A native of the San Francisco area, Mr. Dominge says his family background, which includes parents who were both educators, inspired “a love of lifelong learning and inquiry.” He graduated from San Jose State University, where he majored in psychology and minored in business. He has since earned the Certified Fund Specialist (CFS) designation.

Mr. Dominge entered the technology industry after college, working first as a contract recruiter for engineers and managers, and then became a project manager working in the same field. In 2001, he decided to pursue a career in financial services and joined a national advisory firm, where he says he received “outstanding training and career coaching.” After more than a decade of successfully building his practice, he founded Uptrex Wealth Management in 2014.

Mr. Dominge and his wife have two daughters. He is involved with charitable and civic organizations in his community and enjoys coaching youth sports. He and his family travel throughout the U.S. and abroad. Mr. Dominge says he is “passionate about reading and fine food of many different cuisines.”

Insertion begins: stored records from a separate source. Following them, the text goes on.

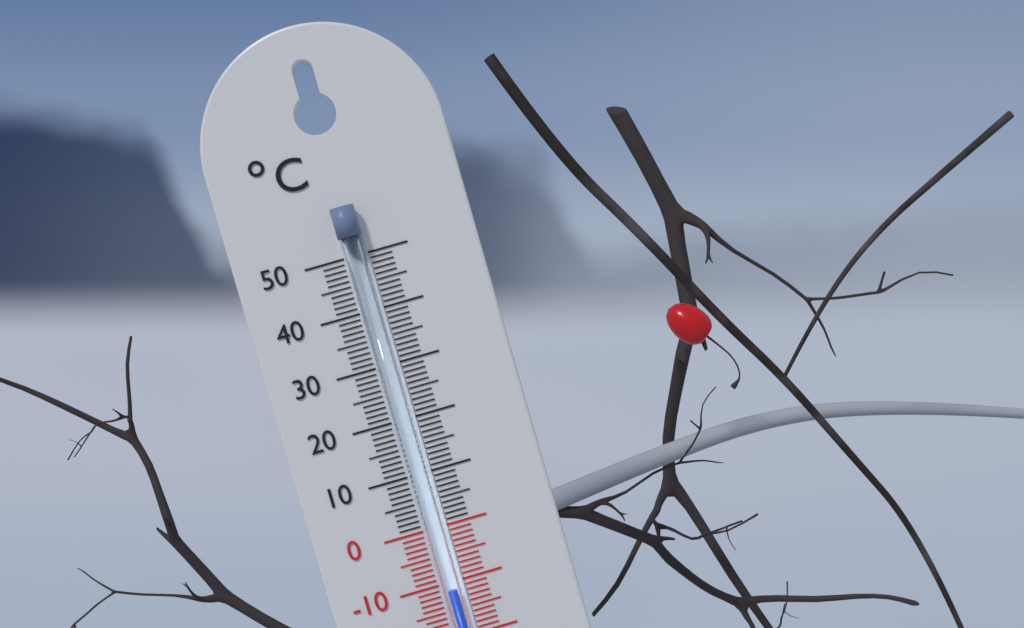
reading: -11 °C
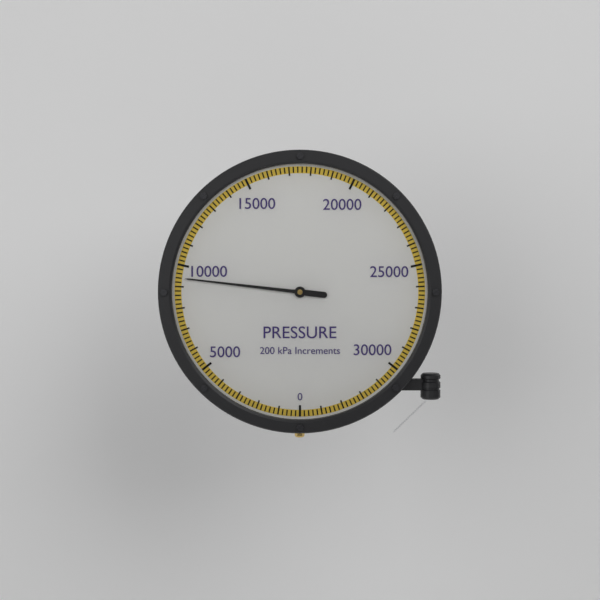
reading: 9400 kPa
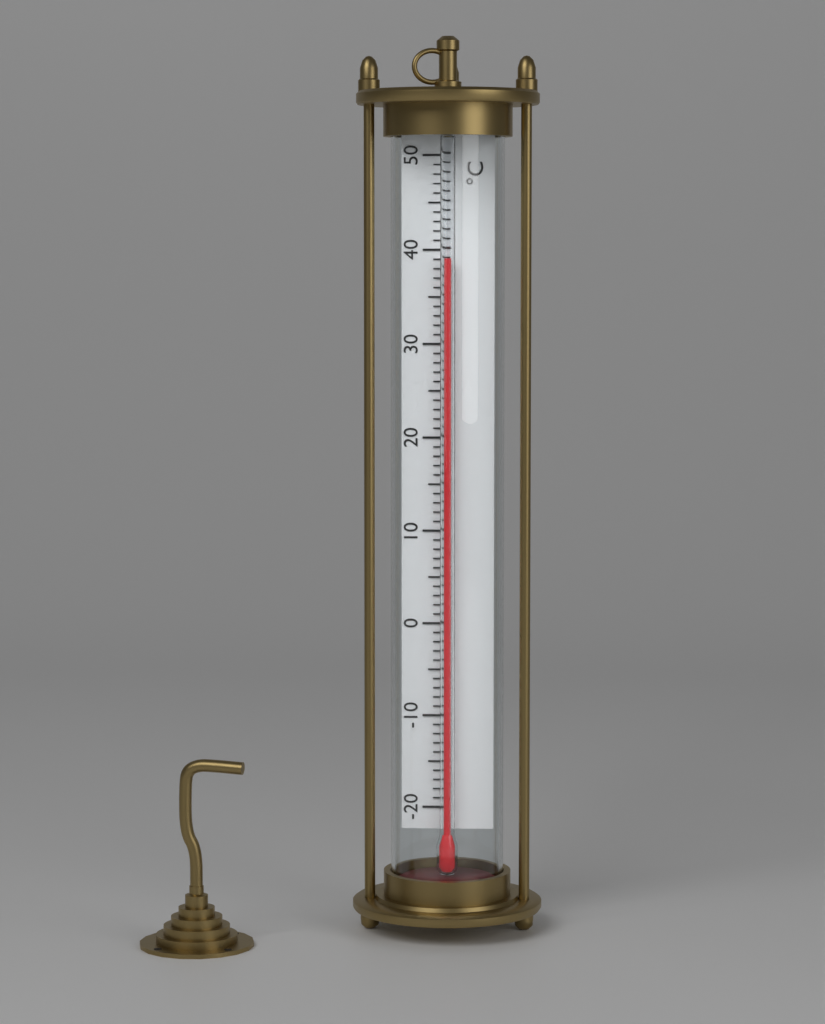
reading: 39 °C
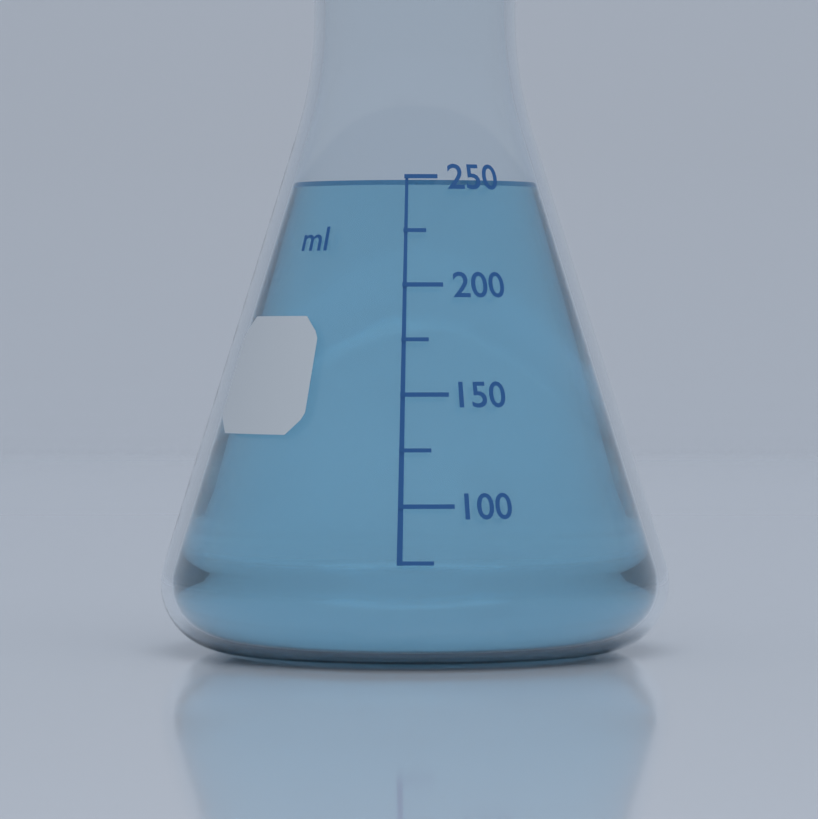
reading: 248 ml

Disclosure: Securities offered through SCF Securities, Inc. Member FINRA / SIPC. Investment advisory services offered through SCF Investment Advisors, Inc. 155 E. Shaw Ave. Suite 102, Fresno, California 93710. Uptrex LLC and SCF Securities, Inc., are independently owned and operated. The opinions voiced in this material are for general information only and are not intended to provide specific advice or recommendations for any individual. To determine what is appropriate for you, please consult a qualified professional. All investing involves risk, including the possible loss of principal, and no strategy assures success or protects against loss.